John Johnstone, Betty Johnstone, and Miss Wedderburn by Sir Henry Raeburn, c1790-c1795, Oil on canvas, National Gallery of Art (Washington, DC, United States)
People Connections Geography Sources Continuations

 

Welcome to the website for The Inner Life of Empires. Emma Rothschild's book traces the lives of the Johnstones – four sisters and seven brothers from 18th century Scotland – and of their friends, acquaintances, servants, and slaves. The Inner Life is a history of individual people – their careers, trials, travels, ideas, and sentiments. But it is also a story about interactions and relationships which developed and flourished during the period of the Enlightenment, the rise of the British Empire, the expansion of Atlantic and Indian Ocean slavery, and the birth of the modern economy. It is, in the words of one of the central personages, a history of the "troublesome, fluctuating state of human affairs," in the "constitution of states and empire."

This website serves at once as a glossary of some of the people and places most central to the Johnstones and as a guide to understanding the ways in which these people and places related to each other, to their time, and to those who study them. Making use of social network maps and images, the website provides ways to visualize both the grand sweep of the world described in The Inner Life, and the intimate surroundings of its key personages. By mapping the sources used to recreate the inner lives of the Johnstones, and by describing new strands and connections found after the book's publication by interested readers, the website also tries to suggest different ways of interacting with the Johnstones and their world.

The Inner Life of Empires website is delighted to be able to feature remarkable paintings of the Johnstone family and their home at Alva, in the possession of Sir Raymond Johnstone. We are deeply grateful to Sir Raymond.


Each line of the material below that holds the word "annotation" needs to be copied.

= Beginning of Section =

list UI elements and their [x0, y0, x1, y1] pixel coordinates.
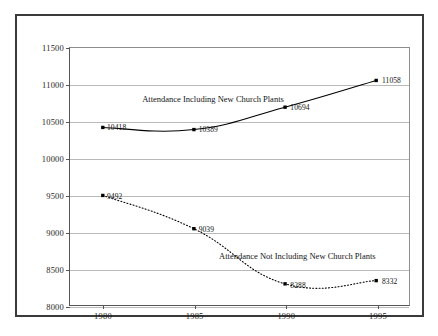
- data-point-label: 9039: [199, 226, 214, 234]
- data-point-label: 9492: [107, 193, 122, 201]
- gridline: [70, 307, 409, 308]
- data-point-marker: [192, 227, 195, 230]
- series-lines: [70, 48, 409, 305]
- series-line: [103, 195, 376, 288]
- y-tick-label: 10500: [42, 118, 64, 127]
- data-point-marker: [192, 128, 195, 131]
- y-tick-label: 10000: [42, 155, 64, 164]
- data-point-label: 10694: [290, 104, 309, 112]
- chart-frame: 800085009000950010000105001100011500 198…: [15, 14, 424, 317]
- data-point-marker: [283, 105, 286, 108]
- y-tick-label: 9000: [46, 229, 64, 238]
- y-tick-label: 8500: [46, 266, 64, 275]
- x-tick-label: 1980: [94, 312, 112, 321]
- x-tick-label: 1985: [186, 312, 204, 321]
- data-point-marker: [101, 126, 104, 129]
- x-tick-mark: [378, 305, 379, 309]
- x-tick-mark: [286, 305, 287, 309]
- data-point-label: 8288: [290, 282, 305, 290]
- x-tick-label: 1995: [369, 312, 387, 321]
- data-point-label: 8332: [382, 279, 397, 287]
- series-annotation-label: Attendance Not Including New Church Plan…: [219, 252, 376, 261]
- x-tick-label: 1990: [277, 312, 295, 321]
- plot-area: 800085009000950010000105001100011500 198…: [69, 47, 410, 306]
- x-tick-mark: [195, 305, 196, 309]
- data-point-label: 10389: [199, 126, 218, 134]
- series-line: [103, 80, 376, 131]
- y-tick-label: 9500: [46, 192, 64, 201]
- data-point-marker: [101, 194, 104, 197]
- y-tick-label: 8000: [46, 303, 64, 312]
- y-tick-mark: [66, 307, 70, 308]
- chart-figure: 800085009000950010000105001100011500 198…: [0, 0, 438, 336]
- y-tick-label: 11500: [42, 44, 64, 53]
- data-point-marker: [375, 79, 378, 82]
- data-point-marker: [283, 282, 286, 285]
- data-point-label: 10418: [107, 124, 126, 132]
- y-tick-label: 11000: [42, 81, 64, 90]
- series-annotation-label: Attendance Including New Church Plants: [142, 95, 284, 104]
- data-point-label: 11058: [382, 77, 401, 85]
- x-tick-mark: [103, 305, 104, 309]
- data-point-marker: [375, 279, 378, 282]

= End of Section =
= Beginning of Section =

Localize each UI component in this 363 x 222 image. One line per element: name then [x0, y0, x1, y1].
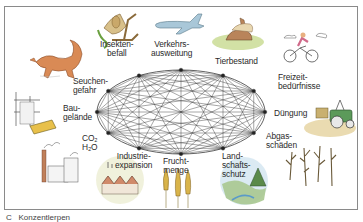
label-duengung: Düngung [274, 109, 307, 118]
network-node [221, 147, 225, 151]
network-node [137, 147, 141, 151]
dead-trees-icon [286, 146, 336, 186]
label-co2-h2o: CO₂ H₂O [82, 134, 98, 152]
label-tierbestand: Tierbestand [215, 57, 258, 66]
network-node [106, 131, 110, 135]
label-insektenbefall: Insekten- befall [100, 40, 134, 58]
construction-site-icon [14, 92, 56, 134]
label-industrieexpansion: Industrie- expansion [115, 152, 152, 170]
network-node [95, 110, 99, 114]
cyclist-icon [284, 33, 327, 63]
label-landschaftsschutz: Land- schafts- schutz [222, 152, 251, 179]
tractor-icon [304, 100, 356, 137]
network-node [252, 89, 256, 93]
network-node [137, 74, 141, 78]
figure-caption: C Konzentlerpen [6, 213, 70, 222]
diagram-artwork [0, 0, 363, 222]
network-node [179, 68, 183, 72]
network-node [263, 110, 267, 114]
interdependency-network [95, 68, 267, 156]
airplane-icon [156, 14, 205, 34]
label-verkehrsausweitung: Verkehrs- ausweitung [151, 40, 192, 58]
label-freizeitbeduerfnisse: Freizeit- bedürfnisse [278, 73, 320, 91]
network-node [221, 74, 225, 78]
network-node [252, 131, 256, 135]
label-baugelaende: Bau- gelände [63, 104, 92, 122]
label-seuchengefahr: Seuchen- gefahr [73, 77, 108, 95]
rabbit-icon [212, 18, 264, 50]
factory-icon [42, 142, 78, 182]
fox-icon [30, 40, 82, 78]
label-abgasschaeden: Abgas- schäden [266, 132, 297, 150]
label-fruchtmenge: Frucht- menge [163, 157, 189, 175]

= End of Section =

Written reply>
- series-annotation-label: Attendance Not Including New Church Plan…: [219, 252, 376, 261]
- series-annotation-label: Attendance Including New Church Plants: [142, 95, 284, 104]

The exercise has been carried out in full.